For a long time after that everyone had
called him The Champion and there had been a return match in the spring. But
not much money was bet and he had won it quite easily since he had broken the
confidence of the
negro
from Cienfuegos in the first
match. After that he had a few matches and then no more. He decided that he
could beat anyone if he wanted to badly enough and he decided that it was bad
for his right hand for fishing. He had tried a few practice matches with his
left hand. But his left hand had always been a traitor and would not do what he
called on it to do and he did not trust it.

  
The sun will bake it out well now, he
thought.
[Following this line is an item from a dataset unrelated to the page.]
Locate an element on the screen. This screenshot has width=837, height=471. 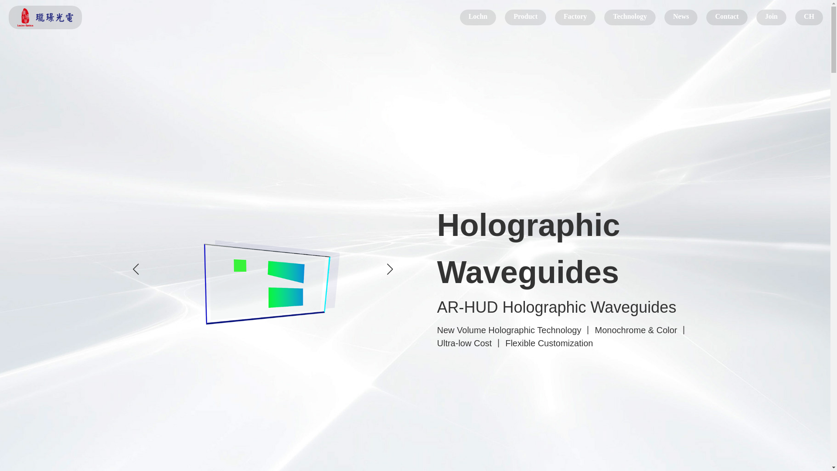
Contact is located at coordinates (726, 17).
It should not cramp on me again unless it gets too cold in the night.
I wonder what this night will bring.

  
An airplane passed overhead on its course to
Miami and he watched its shadow scaring up the schools of flying fish.

  
“With so much flying fish there should be
dolphin,” he said, and leaned back on the line to see if it was possible to
gain any on his fish. But he could not and it stayed at the hardness and
water-drop shivering that preceded breaking. The boat moved ahead slowly and he
watched the airplane until he could no longer see it.

  
It must be very strange in an airplane, he
thought. I wonder what the sea looks like from that
height?
They should be able to see the fish well if they do not fly too high. I would
like to fly very slowly at two hundred fathoms high and see the fish from
above. In the turtle boats I was in the cross-trees of the mast-head and even
at that height I saw much. The dolphin look greener from there and you can see
their stripes and their purple spots and you can see all of the school as they
swim. Why is it that all the fast-moving fish of the dark current have purple
backs and usually purple stripes or spots? The dolphin looks green of course
because he is really golden. But when he comes to feed, truly hungry, purple
stripes show on his sides as on a marlin. Can it be anger, or the greater speed
he makes that brings them out?

  
Just before it was dark, as they passed a
great island of Sargasso weed that heaved and swung in the light sea as though
the ocean were making love with something under a yellow blanket, his small
line was taken by a dolphin. He saw it first when it jumped in the air, true
gold in the last of the sun and bending and flapping wildly in the air. It
jumped again and again in the acrobatics of its fear and he worked his way back
to the stern and crouching and holding the big line with his right hand and
arm, he pulled the dolphin in with his left hand, stepping on the gained line
each time with his bare left foot. When the fish was at the stem, plunging and
cutting from side to side in desperation, the old man leaned over the stern and
lifted the burnished gold fish with its purple spots over the stem. Its jaws
were working convulsively in quick bites against the hook and it pounded the
bottom of the skiff with its long flat body, its tail and its head until he
clubbed it across the shining golden head until it shivered and was still.